A total of 15 papers were presented Monday on the third and concluding day of the inaugural Annual Palestine Forum. The last workshop also served to wrap up the forum’s discussions by directing participants’ and attendees’ attention toward reflecting on the future of the Palestinian project. The sessions of the Ostour Symposium, conducted in parallel, also concluded.
During the closing session, Azmi Bishara, general director of the Arab Centre for Research and Policy Studies stressed the success of the forum in bringing together Palestinians from across the world to share knowledge from the field of Palestinian studies in an academic environment.
Bishara then introduced Marwan Barghouti, political figure and political prisoner for the last 21 years, whose words from the cell were read out by his partner, lawyer, and politician Fadwa Barghouti.
Barghouti discussed the challenges facing the Palestinian national project including: the struggle to return the unity of the Palestinian people through one national project, the unity of the Palestinian cause, Zionist settler colonialism, the emphasis on Arab identity, the humanitarian struggle, reinforcing the importance of resistance in all its forms, the crisis of the Palestinian national movement, the struggle for women’s right to equality and dignity, and a leading Palestinian force with a political culture that views the Palestinians as worthy of dignity, equality, and justice. Barghouti concluded by reflecting on the importance of the forum as a step that reinforces the unity of Palestinians and the unified aim of all those working for the Palestinian cause.
The first session of the third day revolved around three main themes: the legal and linguistic dimensions of settler colonialism and ethnic cleansing, gender perspectives on Palestine, and Palestine from a historical perspective. Nine papers focusing on these themes were presented. Three papers looked at the Israeli settler colonial regime from a legal and linguistic lens.
In his paper 'Ethnic Cleansing as a Tool for Consolidating Settler Colonialism and Apartheid in Jerusalem', Nizar Ayoub studied the policy of systematic ethnic cleansing as a tool of the Israeli settler colonial regime to maintain a Jewish majority in Jerusalem.'
Three other papers focused on the theme of gender and Palestine. Camelia Ibrahim-Dwairy’s paper, titled 'The Case of Single Palestinian Men in Israel: Between Patriarchal and Israeli Oppression', examined the discourse of single Palestinian men living within the Green Line amid a patriarchal society.
A further three papers discussed Palestine from a historical perspective. In a paper titled 'Mā kānsh fīh!: Oral Narratives as a Missing Source for the Military Historiography of the Palestine War 1947-1949', Bilal Shalash reviewed the outputs of two projects, a Birzeit University project on depopulated villages and the Nakba Testimony Programme, which reflect the military history of the 1948 war.
The second session of the third day centred on two themes: the impact of settler colonialism on the environment and agriculture in Palestine, and Palestine in literary discourse. Three papers studied the impact of settler colonialism on the environment and agriculture in Palestine.
Yasmin Qaadan’s paper 'Environment Meanings from the Language of Local Knowledge for the Movement of Palestinian Peasants' offered a political ecology perspective of settler colonialism through its ethnographic research of Palestinian peasants. Three additional papers were presented on Palestine in literary discourse. Abdelrahman S Abuaber presented his paper 'The Stranger’s Mirrors: Place, Time, and Questions of the Self in Biographical Writing', which aimed to give organic theoretical attention to biographical writing by Palestinians.
In the afternoon, the forum hosted two workshops. In the first, four speakers – Khaled Hroub, Alain Gresh, Ben White, and Yousef Munayyer – discussed changes in the representation and news coverage of Palestine in Western and Arab media discourse.
The second workshop was the closing session where Tarek Mitri, chairman, Institute for Palestine Studies Board of Trustees, and Bishara, opened the floor for a discussion for participants to reflect on the question of what is to be done and the future of the Palestinian national project.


- [Assignment]:
Only the number is needed: how many lines of the records include "progesterone"?

──────────────────────────────

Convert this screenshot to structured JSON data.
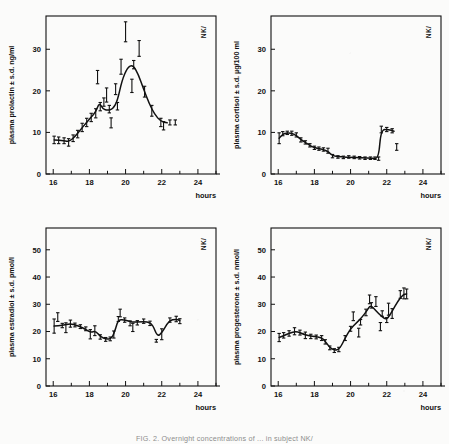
{
  "figure": {
    "subject_label": "NK/",
    "caption": "FIG. 2. Overnight concentrations of ... in subject NK/",
    "xlabel": "hours",
    "x_ticks_major": [
      "16",
      "18",
      "20",
      "22",
      "24"
    ],
    "x_range": [
      15.6,
      25.0
    ],
    "ink_color": "#111111"
  },
  "chart_data": [
    {
      "id": "prolactin",
      "type": "line",
      "title": "",
      "ylabel": "plasma prolactin ± s.d. ng/ml",
      "xlabel": "hours",
      "subject": "NK/",
      "ylim": [
        0,
        38
      ],
      "y_ticks": [
        "0",
        "10",
        "20",
        "30"
      ],
      "xlim": [
        15.6,
        25.0
      ],
      "x_ticks": [
        "16",
        "18",
        "20",
        "22",
        "24"
      ],
      "grid": false,
      "legend": "none",
      "points": [
        {
          "x": 16.05,
          "y": 8.2,
          "sd": 0.9
        },
        {
          "x": 16.3,
          "y": 8.1,
          "sd": 0.8
        },
        {
          "x": 16.6,
          "y": 8.0,
          "sd": 0.7
        },
        {
          "x": 16.85,
          "y": 7.6,
          "sd": 0.9
        },
        {
          "x": 17.1,
          "y": 8.6,
          "sd": 0.8
        },
        {
          "x": 17.35,
          "y": 9.6,
          "sd": 0.9
        },
        {
          "x": 17.6,
          "y": 11.2,
          "sd": 1.0
        },
        {
          "x": 17.85,
          "y": 12.4,
          "sd": 1.0
        },
        {
          "x": 18.1,
          "y": 13.6,
          "sd": 1.0
        },
        {
          "x": 18.35,
          "y": 14.6,
          "sd": 1.1
        },
        {
          "x": 18.45,
          "y": 23.3,
          "sd": 1.6
        },
        {
          "x": 18.6,
          "y": 16.2,
          "sd": 1.0
        },
        {
          "x": 18.8,
          "y": 17.3,
          "sd": 1.0
        },
        {
          "x": 18.95,
          "y": 19.0,
          "sd": 1.7
        },
        {
          "x": 19.1,
          "y": 15.6,
          "sd": 0.9
        },
        {
          "x": 19.2,
          "y": 12.3,
          "sd": 1.2
        },
        {
          "x": 19.45,
          "y": 20.4,
          "sd": 1.3
        },
        {
          "x": 19.55,
          "y": 16.3,
          "sd": 0.9
        },
        {
          "x": 19.75,
          "y": 25.8,
          "sd": 1.8
        },
        {
          "x": 20.0,
          "y": 34.2,
          "sd": 2.4
        },
        {
          "x": 20.35,
          "y": 21.2,
          "sd": 1.6
        },
        {
          "x": 20.45,
          "y": 26.3,
          "sd": 1.0
        },
        {
          "x": 20.75,
          "y": 30.2,
          "sd": 1.9
        },
        {
          "x": 21.05,
          "y": 19.8,
          "sd": 1.3
        },
        {
          "x": 21.45,
          "y": 15.2,
          "sd": 1.3
        },
        {
          "x": 21.95,
          "y": 12.4,
          "sd": 1.0
        },
        {
          "x": 22.1,
          "y": 11.6,
          "sd": 1.0
        },
        {
          "x": 22.45,
          "y": 12.4,
          "sd": 0.6
        },
        {
          "x": 22.75,
          "y": 12.4,
          "sd": 0.6
        }
      ],
      "curve": [
        {
          "x": 16.05,
          "y": 8.2
        },
        {
          "x": 16.6,
          "y": 8.0
        },
        {
          "x": 16.9,
          "y": 7.8
        },
        {
          "x": 17.2,
          "y": 9.0
        },
        {
          "x": 17.5,
          "y": 10.6
        },
        {
          "x": 17.8,
          "y": 12.2
        },
        {
          "x": 18.1,
          "y": 13.7
        },
        {
          "x": 18.35,
          "y": 14.9
        },
        {
          "x": 18.55,
          "y": 17.2
        },
        {
          "x": 18.75,
          "y": 15.6
        },
        {
          "x": 19.0,
          "y": 15.3
        },
        {
          "x": 19.3,
          "y": 15.6
        },
        {
          "x": 19.55,
          "y": 17.6
        },
        {
          "x": 19.8,
          "y": 22.5
        },
        {
          "x": 20.1,
          "y": 25.6
        },
        {
          "x": 20.4,
          "y": 26.3
        },
        {
          "x": 20.7,
          "y": 24.0
        },
        {
          "x": 21.0,
          "y": 20.4
        },
        {
          "x": 21.3,
          "y": 17.0
        },
        {
          "x": 21.6,
          "y": 14.4
        },
        {
          "x": 21.95,
          "y": 12.6
        },
        {
          "x": 22.3,
          "y": 12.3
        }
      ]
    },
    {
      "id": "cortisol",
      "type": "line",
      "title": "",
      "ylabel": "plasma cortisol ± s.d. µg/100 ml",
      "xlabel": "hours",
      "subject": "NK/",
      "ylim": [
        0,
        38
      ],
      "y_ticks": [
        "0",
        "10",
        "20",
        "30"
      ],
      "xlim": [
        15.6,
        25.0
      ],
      "x_ticks": [
        "16",
        "18",
        "20",
        "22",
        "24"
      ],
      "grid": false,
      "legend": "none",
      "points": [
        {
          "x": 16.05,
          "y": 8.6,
          "sd": 1.3
        },
        {
          "x": 16.25,
          "y": 9.7,
          "sd": 0.5
        },
        {
          "x": 16.5,
          "y": 9.9,
          "sd": 0.4
        },
        {
          "x": 16.75,
          "y": 9.8,
          "sd": 0.5
        },
        {
          "x": 17.0,
          "y": 9.4,
          "sd": 0.5
        },
        {
          "x": 17.25,
          "y": 8.2,
          "sd": 0.5
        },
        {
          "x": 17.5,
          "y": 7.6,
          "sd": 0.4
        },
        {
          "x": 17.75,
          "y": 6.9,
          "sd": 0.4
        },
        {
          "x": 18.0,
          "y": 6.3,
          "sd": 0.4
        },
        {
          "x": 18.25,
          "y": 6.1,
          "sd": 0.4
        },
        {
          "x": 18.5,
          "y": 5.9,
          "sd": 0.4
        },
        {
          "x": 18.75,
          "y": 5.6,
          "sd": 0.6
        },
        {
          "x": 19.0,
          "y": 4.3,
          "sd": 0.4
        },
        {
          "x": 19.3,
          "y": 4.1,
          "sd": 0.3
        },
        {
          "x": 19.6,
          "y": 4.0,
          "sd": 0.3
        },
        {
          "x": 19.9,
          "y": 4.1,
          "sd": 0.3
        },
        {
          "x": 20.2,
          "y": 4.0,
          "sd": 0.3
        },
        {
          "x": 20.5,
          "y": 3.9,
          "sd": 0.3
        },
        {
          "x": 20.8,
          "y": 3.8,
          "sd": 0.3
        },
        {
          "x": 21.1,
          "y": 3.8,
          "sd": 0.3
        },
        {
          "x": 21.35,
          "y": 3.8,
          "sd": 0.3
        },
        {
          "x": 21.55,
          "y": 3.7,
          "sd": 0.4
        },
        {
          "x": 21.7,
          "y": 10.7,
          "sd": 0.8
        },
        {
          "x": 22.0,
          "y": 10.7,
          "sd": 0.5
        },
        {
          "x": 22.3,
          "y": 10.4,
          "sd": 0.5
        },
        {
          "x": 22.55,
          "y": 6.5,
          "sd": 0.8
        }
      ],
      "curve": [
        {
          "x": 16.05,
          "y": 8.6
        },
        {
          "x": 16.3,
          "y": 9.8
        },
        {
          "x": 16.7,
          "y": 9.9
        },
        {
          "x": 17.0,
          "y": 9.3
        },
        {
          "x": 17.3,
          "y": 8.1
        },
        {
          "x": 17.6,
          "y": 7.3
        },
        {
          "x": 17.9,
          "y": 6.5
        },
        {
          "x": 18.2,
          "y": 6.1
        },
        {
          "x": 18.5,
          "y": 5.9
        },
        {
          "x": 18.8,
          "y": 5.3
        },
        {
          "x": 19.0,
          "y": 4.3
        },
        {
          "x": 19.5,
          "y": 4.1
        },
        {
          "x": 20.0,
          "y": 4.0
        },
        {
          "x": 20.6,
          "y": 3.9
        },
        {
          "x": 21.2,
          "y": 3.8
        },
        {
          "x": 21.55,
          "y": 3.7
        },
        {
          "x": 21.68,
          "y": 10.7
        },
        {
          "x": 22.1,
          "y": 10.7
        },
        {
          "x": 22.4,
          "y": 10.3
        }
      ]
    },
    {
      "id": "estradiol",
      "type": "line",
      "title": "",
      "ylabel": "plasma estradiol ± s.d. pmol/l",
      "xlabel": "hours",
      "subject": "NK/",
      "ylim": [
        0,
        58
      ],
      "y_ticks": [
        "0",
        "10",
        "20",
        "30",
        "40",
        "50"
      ],
      "xlim": [
        15.6,
        25.0
      ],
      "x_ticks": [
        "16",
        "18",
        "20",
        "22",
        "24"
      ],
      "grid": false,
      "legend": "none",
      "points": [
        {
          "x": 16.05,
          "y": 22.0,
          "sd": 2.6
        },
        {
          "x": 16.25,
          "y": 25.3,
          "sd": 1.6
        },
        {
          "x": 16.5,
          "y": 22.2,
          "sd": 0.8
        },
        {
          "x": 16.7,
          "y": 21.4,
          "sd": 1.8
        },
        {
          "x": 16.95,
          "y": 22.9,
          "sd": 1.3
        },
        {
          "x": 17.2,
          "y": 22.4,
          "sd": 0.7
        },
        {
          "x": 17.5,
          "y": 21.8,
          "sd": 0.7
        },
        {
          "x": 17.8,
          "y": 21.0,
          "sd": 0.7
        },
        {
          "x": 18.05,
          "y": 19.0,
          "sd": 1.7
        },
        {
          "x": 18.3,
          "y": 20.3,
          "sd": 1.8
        },
        {
          "x": 18.6,
          "y": 18.0,
          "sd": 0.8
        },
        {
          "x": 18.9,
          "y": 17.1,
          "sd": 0.7
        },
        {
          "x": 19.15,
          "y": 17.3,
          "sd": 0.7
        },
        {
          "x": 19.35,
          "y": 18.9,
          "sd": 1.3
        },
        {
          "x": 19.6,
          "y": 24.6,
          "sd": 0.9
        },
        {
          "x": 19.7,
          "y": 26.8,
          "sd": 1.4
        },
        {
          "x": 19.95,
          "y": 24.2,
          "sd": 0.8
        },
        {
          "x": 20.25,
          "y": 23.0,
          "sd": 0.9
        },
        {
          "x": 20.4,
          "y": 21.5,
          "sd": 1.5
        },
        {
          "x": 20.65,
          "y": 23.2,
          "sd": 0.8
        },
        {
          "x": 21.0,
          "y": 23.8,
          "sd": 0.8
        },
        {
          "x": 21.35,
          "y": 23.0,
          "sd": 0.8
        },
        {
          "x": 21.7,
          "y": 16.6,
          "sd": 0.5
        },
        {
          "x": 22.0,
          "y": 19.0,
          "sd": 2.0
        },
        {
          "x": 22.45,
          "y": 24.2,
          "sd": 0.8
        },
        {
          "x": 22.8,
          "y": 24.6,
          "sd": 1.0
        },
        {
          "x": 23.0,
          "y": 23.8,
          "sd": 0.9
        }
      ],
      "curve": [
        {
          "x": 16.05,
          "y": 22.0
        },
        {
          "x": 16.5,
          "y": 22.3
        },
        {
          "x": 16.95,
          "y": 22.9
        },
        {
          "x": 17.3,
          "y": 22.3
        },
        {
          "x": 17.7,
          "y": 21.2
        },
        {
          "x": 18.05,
          "y": 19.6
        },
        {
          "x": 18.35,
          "y": 20.2
        },
        {
          "x": 18.6,
          "y": 18.1
        },
        {
          "x": 18.95,
          "y": 17.1
        },
        {
          "x": 19.25,
          "y": 17.5
        },
        {
          "x": 19.45,
          "y": 21.0
        },
        {
          "x": 19.6,
          "y": 24.5
        },
        {
          "x": 20.0,
          "y": 24.2
        },
        {
          "x": 20.4,
          "y": 23.4
        },
        {
          "x": 20.8,
          "y": 23.6
        },
        {
          "x": 21.2,
          "y": 23.6
        },
        {
          "x": 21.5,
          "y": 22.6
        },
        {
          "x": 21.75,
          "y": 18.2
        },
        {
          "x": 22.0,
          "y": 19.4
        },
        {
          "x": 22.4,
          "y": 24.0
        },
        {
          "x": 22.8,
          "y": 24.6
        },
        {
          "x": 23.0,
          "y": 24.0
        }
      ]
    },
    {
      "id": "progesterone",
      "type": "line",
      "title": "",
      "ylabel": "plasma progesterone ± s.d. nmol/l",
      "xlabel": "hours",
      "subject": "NK/",
      "ylim": [
        0,
        58
      ],
      "y_ticks": [
        "0",
        "10",
        "20",
        "30",
        "40",
        "50"
      ],
      "xlim": [
        15.6,
        25.0
      ],
      "x_ticks": [
        "16",
        "18",
        "20",
        "22",
        "24"
      ],
      "grid": false,
      "legend": "none",
      "points": [
        {
          "x": 16.05,
          "y": 17.8,
          "sd": 1.5
        },
        {
          "x": 16.3,
          "y": 18.6,
          "sd": 1.0
        },
        {
          "x": 16.6,
          "y": 19.3,
          "sd": 1.0
        },
        {
          "x": 16.9,
          "y": 20.1,
          "sd": 1.3
        },
        {
          "x": 17.2,
          "y": 19.6,
          "sd": 0.9
        },
        {
          "x": 17.5,
          "y": 18.6,
          "sd": 1.2
        },
        {
          "x": 17.8,
          "y": 18.2,
          "sd": 0.8
        },
        {
          "x": 18.1,
          "y": 18.0,
          "sd": 0.7
        },
        {
          "x": 18.4,
          "y": 17.6,
          "sd": 0.9
        },
        {
          "x": 18.6,
          "y": 16.2,
          "sd": 0.8
        },
        {
          "x": 18.85,
          "y": 14.0,
          "sd": 0.7
        },
        {
          "x": 19.1,
          "y": 13.0,
          "sd": 0.7
        },
        {
          "x": 19.35,
          "y": 13.4,
          "sd": 0.8
        },
        {
          "x": 19.7,
          "y": 17.6,
          "sd": 0.9
        },
        {
          "x": 20.0,
          "y": 21.0,
          "sd": 0.9
        },
        {
          "x": 20.15,
          "y": 25.6,
          "sd": 1.6
        },
        {
          "x": 20.45,
          "y": 19.6,
          "sd": 1.6
        },
        {
          "x": 20.55,
          "y": 23.4,
          "sd": 1.0
        },
        {
          "x": 20.85,
          "y": 27.0,
          "sd": 1.2
        },
        {
          "x": 21.05,
          "y": 31.8,
          "sd": 1.6
        },
        {
          "x": 21.15,
          "y": 29.6,
          "sd": 1.0
        },
        {
          "x": 21.4,
          "y": 31.0,
          "sd": 1.8
        },
        {
          "x": 21.65,
          "y": 21.8,
          "sd": 1.5
        },
        {
          "x": 21.75,
          "y": 26.6,
          "sd": 1.0
        },
        {
          "x": 22.0,
          "y": 24.2,
          "sd": 0.9
        },
        {
          "x": 22.1,
          "y": 28.2,
          "sd": 2.2
        },
        {
          "x": 22.3,
          "y": 26.6,
          "sd": 1.8
        },
        {
          "x": 22.75,
          "y": 33.6,
          "sd": 1.4
        },
        {
          "x": 22.95,
          "y": 34.0,
          "sd": 2.0
        },
        {
          "x": 23.1,
          "y": 33.8,
          "sd": 1.8
        }
      ],
      "curve": [
        {
          "x": 16.05,
          "y": 17.8
        },
        {
          "x": 16.6,
          "y": 19.3
        },
        {
          "x": 17.0,
          "y": 20.1
        },
        {
          "x": 17.4,
          "y": 19.0
        },
        {
          "x": 17.8,
          "y": 18.3
        },
        {
          "x": 18.2,
          "y": 18.0
        },
        {
          "x": 18.5,
          "y": 17.4
        },
        {
          "x": 18.8,
          "y": 14.4
        },
        {
          "x": 19.1,
          "y": 13.0
        },
        {
          "x": 19.4,
          "y": 13.6
        },
        {
          "x": 19.7,
          "y": 17.6
        },
        {
          "x": 20.0,
          "y": 21.0
        },
        {
          "x": 20.3,
          "y": 23.0
        },
        {
          "x": 20.6,
          "y": 25.0
        },
        {
          "x": 20.9,
          "y": 27.6
        },
        {
          "x": 21.1,
          "y": 29.8
        },
        {
          "x": 21.4,
          "y": 27.6
        },
        {
          "x": 21.7,
          "y": 25.6
        },
        {
          "x": 22.0,
          "y": 24.2
        },
        {
          "x": 22.3,
          "y": 27.4
        },
        {
          "x": 22.6,
          "y": 31.0
        },
        {
          "x": 22.9,
          "y": 33.6
        },
        {
          "x": 23.1,
          "y": 33.8
        }
      ]
    }
  ]
}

──────────────────────────────

- [Task response]:
2